Lighting Industry

Recent 2009 IES Conference Explored the Future of Lighting

More than 400 lighting professionals met November 15-17 in Seattle, WA for the 2009 Annual Conference of the Illuminating Engineering Society of North America (IES). The theme of the three day event was “Realizing the Future—Research to Applications.” Presenters focused on both recent developments and some of the big ideas that will affect the future of lighting.

The keynote speaker of the conference was Ken Alston, CEO of MBDC, a firm dedicated to transforming the design of products, processes and services. Rather than the traditional cradle-to-grave product lifecycle, Alton advocated a cradle-to-cradle cycle where materials are perpetually used in future products. Among the big ideas presented at the conference, Alston challenged the corporate mindset of incrementalism: “Doing less bad is not doing good,” he explained. In other words, simply reducing toxins produced through the usual manufacturing processes is nothing to take pride in.

There were four General Sessions at the conference. The first was about Round 9 of the U.S. Department of Energy’s CALiPER testing program, which independently tested LED products. Full results of the program are available here. The second General Session involved a case study in lighting usage, reviewing the impressive energy savings over the past year at the New York Times building. Restorative Design was the topic of the third General Session, which emphasizes “contact with nature” as an alternative to the “experientially and aesthetically impoverished” designs found in some of the new sustainable buildings touting low environmental impact (e.g., low energy use). The last Session focused on the importance of building design relative to its affects on human health and performance: building architecture must go beyond lighting intensity (the standard design tool) and add timing and spectrum of light.

Interspersed throughout the Conference were eight Paper Sessions. Topics ranged from sports lighting, roadway lighting, to daylighting controls and the shift from the incandescent to CFLs to LEDs, among others. These Sessions offered attendees the opportunity to learn about some of the latest findings in lighting research.

Complementing the research-based Paper Sessions were three Seminars that looked at the more practical side of lighting. The first was about LED lighting in a residential setting. The second provided an overview of one of the Society’s newest and most anticipated documents, DG-18-08, Light + Design: A Guide to Designing Quality Lighting for People and Buildings, for which I was pleased to serve as editor. (Information about DG-18 is available here.) The third Seminar dealt with the benefits of retrofitting existing lighting installations: saving energy (thereby deferring new power plant construction), reducing transmission congestion and adding a time buffer for developing renewable energy sources.

Annual Awards were also given at the Conference, which will be covered in a separate announcement from the IES.

Each year the IES Progress Committee recognizes innovative product designs, services, trends and publications. In keeping with this tradition, the Committee presented the 2009 IES Progress Report to the Conference attendees. The Report will appear in the January 2010 issue of LD+A.

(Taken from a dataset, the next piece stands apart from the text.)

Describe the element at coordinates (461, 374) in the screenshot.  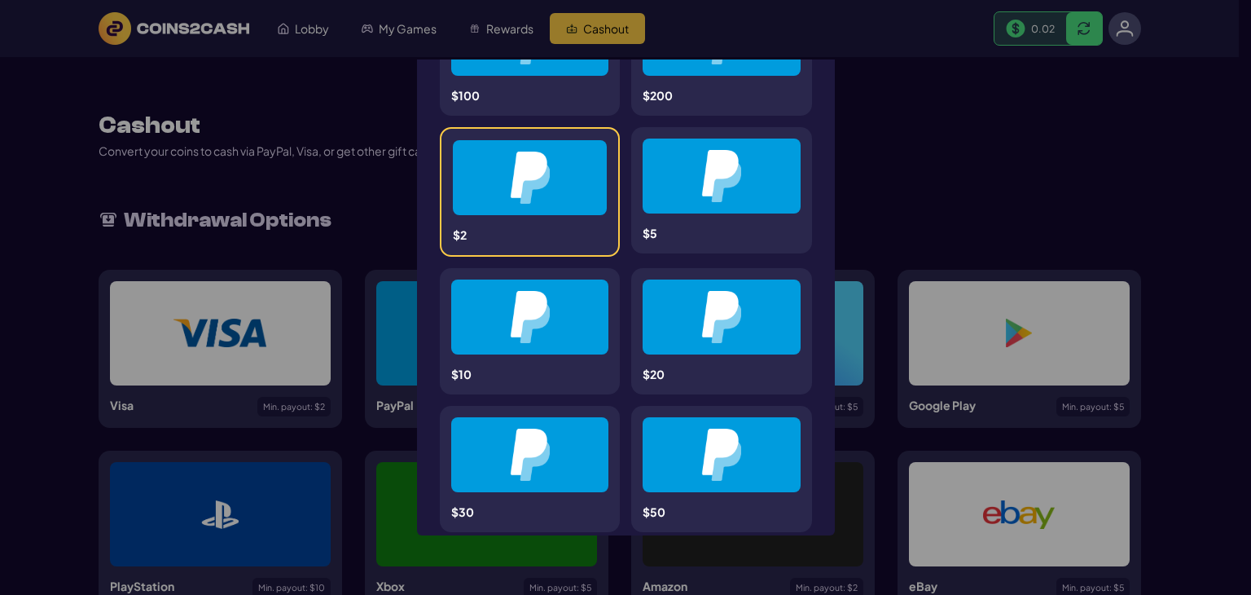
I see `span: $10` at that location.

Guest speaker Dayna Baumeister, co-founder of the Biomimicry Guild, closed the Conference at the IES Gala Dinner with a forward-leaning address on how the human species—a relative newcomer to the planet—can improve design by studying those other species with which we share planet Earth.

Conference sponsors were Acuity Brands Lighting, Cooper Lighting, Philips Day-Brite, GE Consumer and Industrial Lighting, Lutron, Litecontrol, OSRAM SYLVANIA and Philips. The 2010 conference is slated for Nov. 7-9 in Toronto.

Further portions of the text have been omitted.